Dr. Olah’s development of superacids — complexes of Lewis acids such as HF with substances such as SbF5 — provided chemists with proton donating media that are orders of magnitude stronger than concentrated sulfuric acid. This has allowed studies of the protonation of such weak Lewis bases as alkanes and made the formation of concentrated solutions of carbocations possible. Spectroscopic measurements — both NMR and optical — of superacid solutions of carbocation have provided detailed information about the structures of these important intermediates in organic reactions. His superacid research as also spurred the development of new acid catalysts for organic reactions and significant advances in methods of organic synthesis, particularly in Friedel-Crafts chemistry, alkylations and acylations and addition reactions to pi-electron systems. His original research on electrophilic methane conversions offers an alternative to the Fischer-Tropf synthesis as a route to the production of higher hydrocarbons.

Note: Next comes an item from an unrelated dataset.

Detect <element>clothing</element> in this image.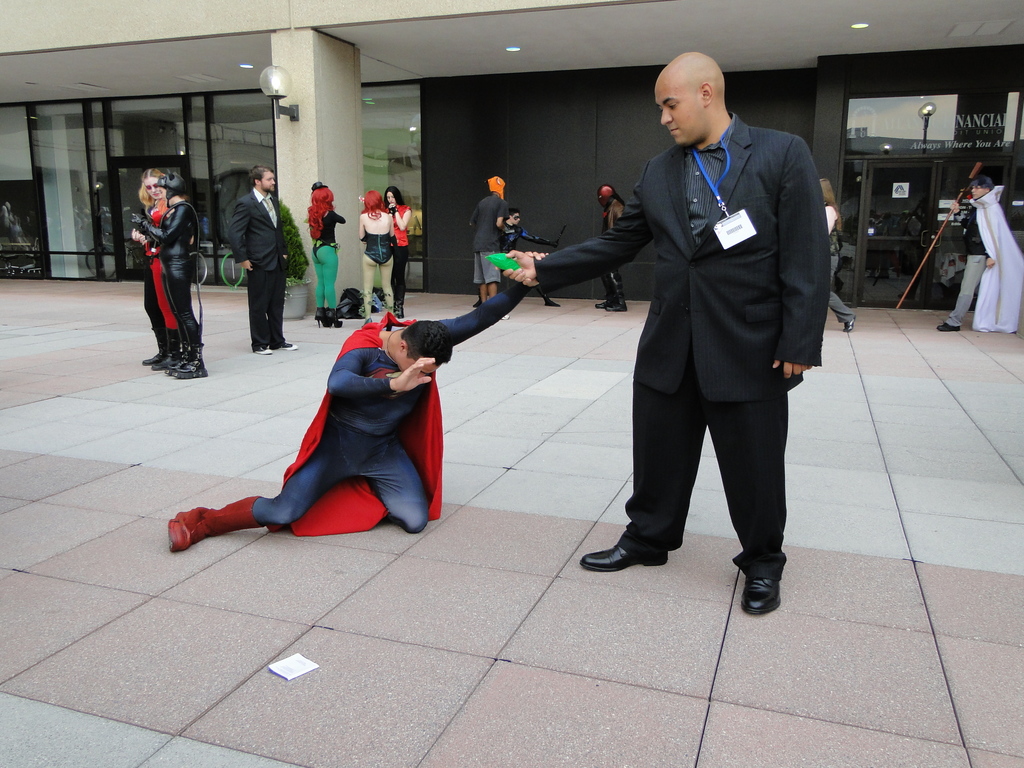
Detection: region(360, 228, 396, 266).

The practical possibilities of his research include the conversion of coal into synthetic hydrocarbon fuels.

********

Richard C. Tolman Award Presentation
Friday, March 20, 1992
Faculty Center
University of Southern California

Address: “Hydrocarbons — How They Affect Our Lives and What Can We Do About Them”
1991 Tolman Recipient, Dr. George Olah

********


In Memoriam: Prof. George Olah
1927-2017

It is with great sadness that we heard of the news of the passing of Prof. George Olah of the Loker Hydrocarbon Research Institute at USC. Prof. Olah was the Distinguished Professor of Chemistry, Chemical Engineering and Materials Science, Donald P. and Katherine B. Loker Chair in Organic Chemistry and founding director of the Loker Hydrocarbon Research Institute.

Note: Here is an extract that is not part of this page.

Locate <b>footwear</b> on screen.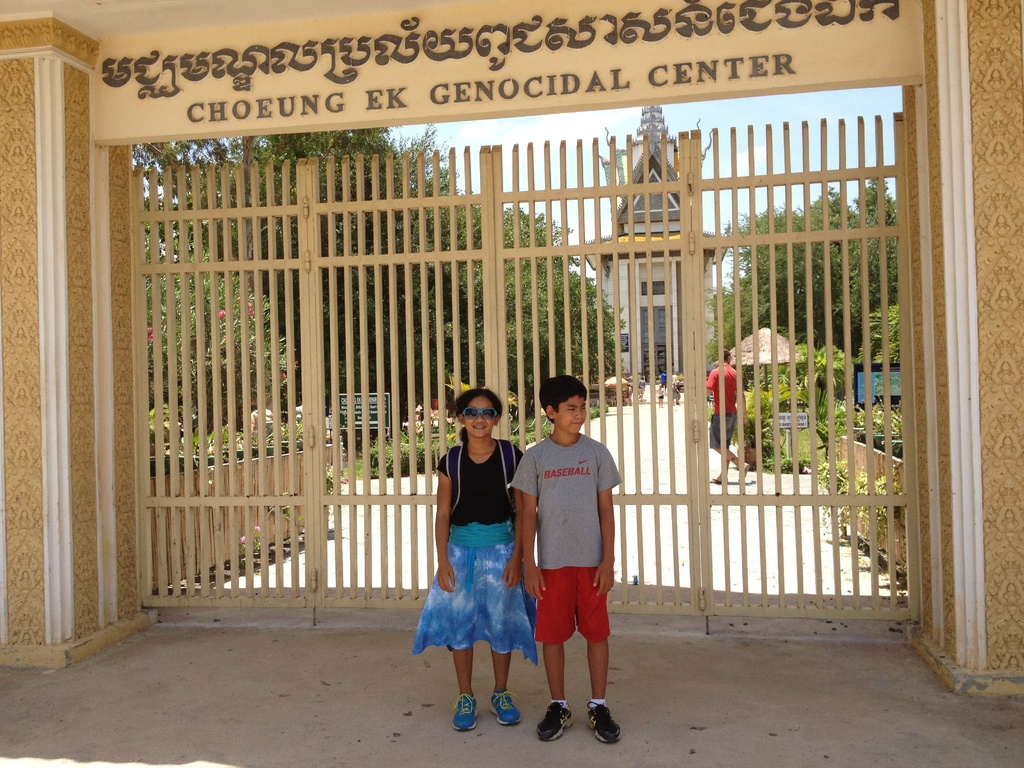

In addition to receiving the Nobel Prize in Chemistry in 1994, Prof. Olah was also the recipient of the ACS Priestly Medal in 2005 as well as the Southern California Section’s Richard C. Tolman Medal in 1991.

Prof. Olah’s post-Nobel research focused not only on developing a promising new approach for solving long-range dependence on dwindling and nonrenewable fossil fuels, but also on mitigating global climate change caused by derived greenhouse gases such as carbon dioxide and methane. His novel approach — which he termed “the methanol economy” — was based on the use of methanol for energy storage as a convenient renewable liquid fuel to replace gasoline and diesel and as a feedstock for making petroleum-derived products.He made significant contributions to the development of improved lead-free gasoline, cleaner high-octane gas and other promising nonpolluting fuels, as well as many chemical processes now used in pharmaceutical and industrial chemistry. His research also led to the development of a new kind of fuel cell, called the direct liquid methanol fuel cell, a highly efficient source of electricity.

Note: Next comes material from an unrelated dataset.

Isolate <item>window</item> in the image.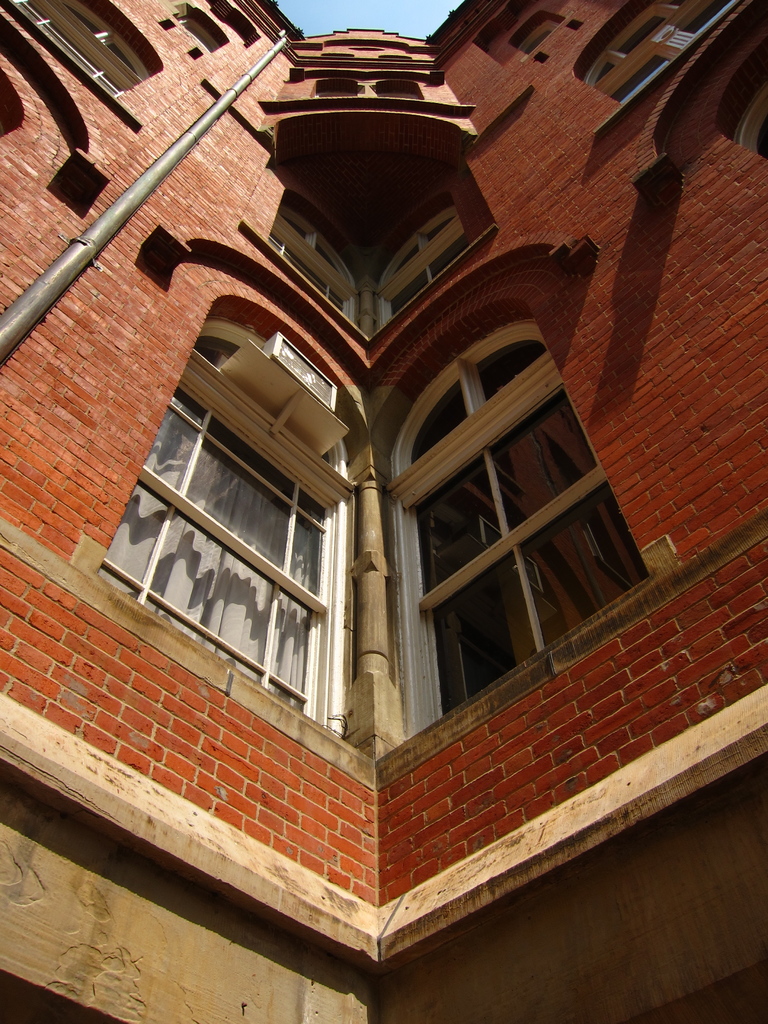
Isolated region: locate(20, 0, 182, 90).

He developed new methods to convert existing natural gas (methane) directly and efficiently to methanol. However, the true methanol economy, Olah argued, will do without fossil fuels like natural gas, oil and coal, instead producing methanol by the reaction of hydrogen with carbon dioxide collected from exhaust gases from power plants and various industrial emissions. Eventually, Olah proposed, it will be possible to separate atmospheric carbon dioxide and convert it to methanol, enabling mankind to liberate itself from dependence on fossil fuels. This approach has the added advantage of diminishing the danger of global warming by removing and recycling the rising carbon dioxide content of the atmosphere. The substantial energy required to generate the needed hydrogen for methanol production could come from safe nuclear power plants and alternatives such as sunlight, wind and geothermal sources, he noted.

Prof. Olah is survived by his wife, Judith, and his sons, George and Ronald. Details of a USC campus celebration of Olah’s life are pending.